It can be difficult to measure the impact of VOC programs, because often they're interwoven with other initiatives, like product development. But there are myriad ways to track the benefits of feedback programs. Here are 13 ways; track at least three—after creating baseline measurements—and you're sure to see how VOC is paying off for your organization.
Revenue per customer: Determine your average annual revenue per customer, and establish whether it's different for different groups of customers. Then try to identify the precise amount of revenue attributable to a particular customer.
Share of wallet: Pinpoint a specific customer's product mix, and then, based on the number of products you sell versus what would be a fit for that customer, calculate the growth potential.
Willingness to pay more: Determine whether customers are willing pay more for your products, whether that translates to increased sticker price, increased fees, reduced discounts, or other options.
Lifetime value: Ascertain the lifetime value of specific customer in dollars, as well as how long customers typically stay with your organization. Track whether their profitability and value grow over the customer lifecycle.
Retention rate: What percent of customers leave your organization each year?
Referral rate: Settle on how to measure word-of-mouth promotion for your organization. For example, determine what a positive word-of-mouth recommendation is worth to you in dollars.
Referral effectiveness: Measure the success of how well word-of-mouth gets customers to switch to your company.
Negative referrals: Establish a way to measure negative word-of-mouth for your organization.
Reason for defection: Track customers' reasons for leaving.

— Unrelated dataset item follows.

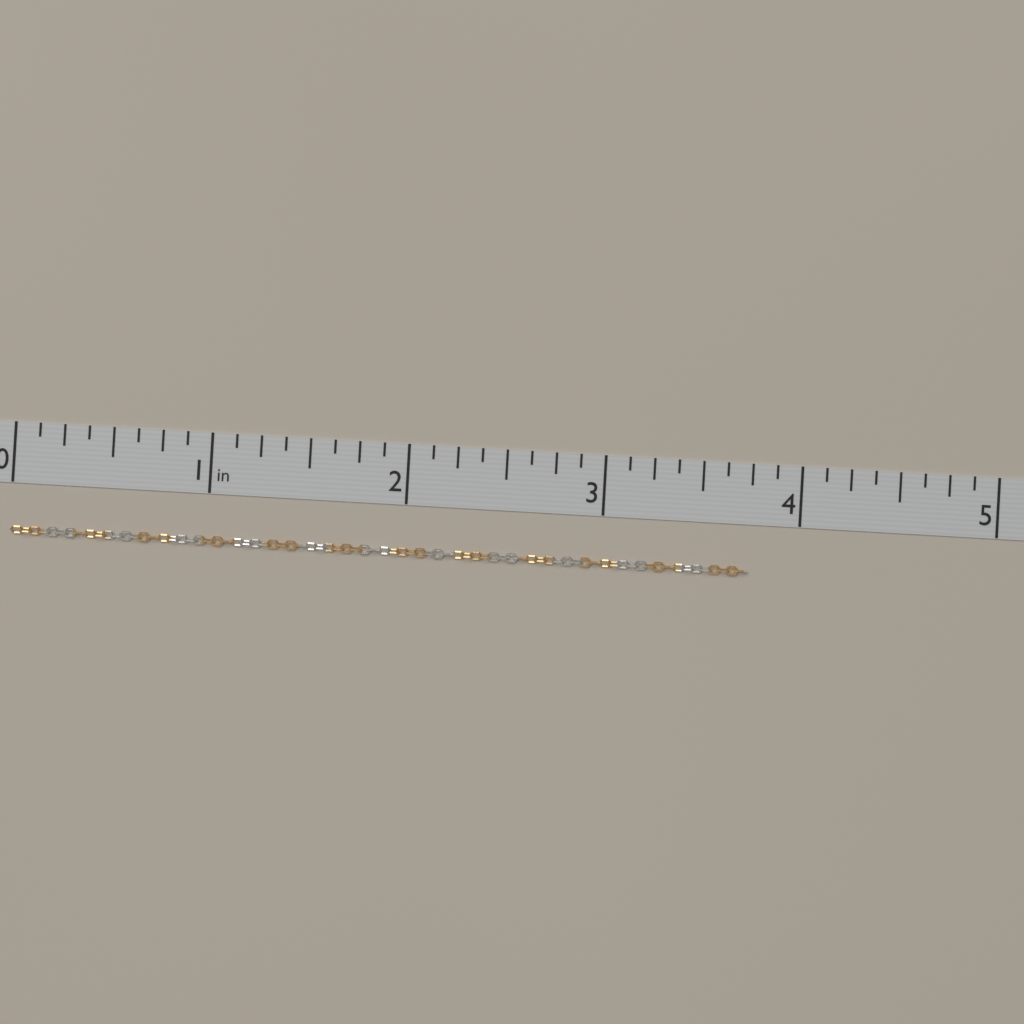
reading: 3.750 in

Determine whether there is a measure you can associate with each of those reasons.
Response time to feedback: Examine and track the typical response time (the time it takes for a customer to receive a response from a comment) for each mode you currently using to gather feedback (e.g. comment card, call log, handwritten letters, email, online submission form, etc.).
Customers saved due to feedback: Calculate the number of upset customers you are able to recover or save by responding positively to their complaints and concerns.
Survey response rate and dollar value realized: Examine the cost of each survey mode you currently use and determine whether you can decrease costs or increase effectiveness by using alternate modes.
Overall savings versus current processes used: If you currently use multiple modes and multiple vendors for gathering customer feedback, investigate whether using fewer tools or only one enterprise solution would reduce your VOC program costs.